Now, if you go for A. then you should restore your callbacks in
close_fun().
On the other hand, if you go for B. then you could be called twice
and should prepare for that
(a reference counter ++'ed in get_sig() and --'ed in close_fun()).
Dito for the same
library used under different names in the same WS, so namespaces
would not help).
dlopen() clains to take care of not being loaded twice, but the
details are not very clear, eg.
symbolic links to libs, copy of libs etc.
/// Jürgen
On 05/08/2014 03:28 PM, Elias Mårtenson wrote:
OK, thanks for the hints. I've spent some time looking at this
issue and I now have an idea what is happening.

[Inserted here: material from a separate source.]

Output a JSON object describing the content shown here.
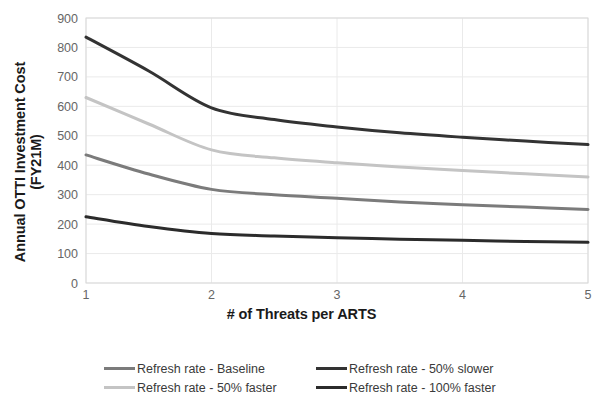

When you issue )LOAD, the native library becomes loaded again,
even though it's already loaded. There are two issues with this:
First and foremost, after the )LOAD the version of libemacs that
is shipped with GNU APL was loaded, not the one correct onw
(which happens to be in my development directory). If you intend
to call dlopen on the same library, it's important that it's
actually the same library and not another one with the same name
in a different directory.
Secondly, after loading this library again, GNU APL calls the
get_sig() function again. Even if the dlopen() call had returned
the same pointer, this would be problematic because the library
performs some initialisation stuff in this function call (as you
previously had recommended when I asked where I should run the
initialisation). Trying to reinitialise an already initialised
library is not good.
In short, I think that the idea of using a normal function as
entry point into the native code is problematic. I wouldn't mind
a redesign of this so that native code lives in a namespace
separate from the normal code so it's unaffected by calls to
)CLEAR, )ERASE etc.
Regards,
Elias
On 8 May 2014 18:51, Juergen Sauermann
<juergen.sauerm...@t-online.de
<mailto:juergen.sauerm...@t-online.de>> wrote:
Hi,
could you please print the value of start_input just before
line 223 in Input.cc like:
*I**nput::get_user_line(const UCS_string * prompt)
{
Q(start_input)
if (start_input) (*start_input)();
...*
On my machine it looks OK (even if I don't set it):
* This program is free software, and you are welcome to
redistribute it
according to the GNU Public License (GPL) version 3
or later.
start_input: '0' at Input.cc:223
)load DIJKSTRA
SAVED 2014-5-8 10:42:39 (GMT+2)
start_input: '0' at Input.cc:223*
/// Jürgen
On 05/08/2014 05:07 AM, Elias Mårtenson wrote:
This was reported in this thread:
https://github.com/lokedhs/gnu-apl-mode/issues/7
This problem seems to be caused by a bug in GNU APL. When
the user calls )LOAD to load a workspace, the start_input
callback function is not called before control is returned
back to the user.
(because of this, the Emacs mode just sits there, hung,
waiting for a call to start_input that never happens).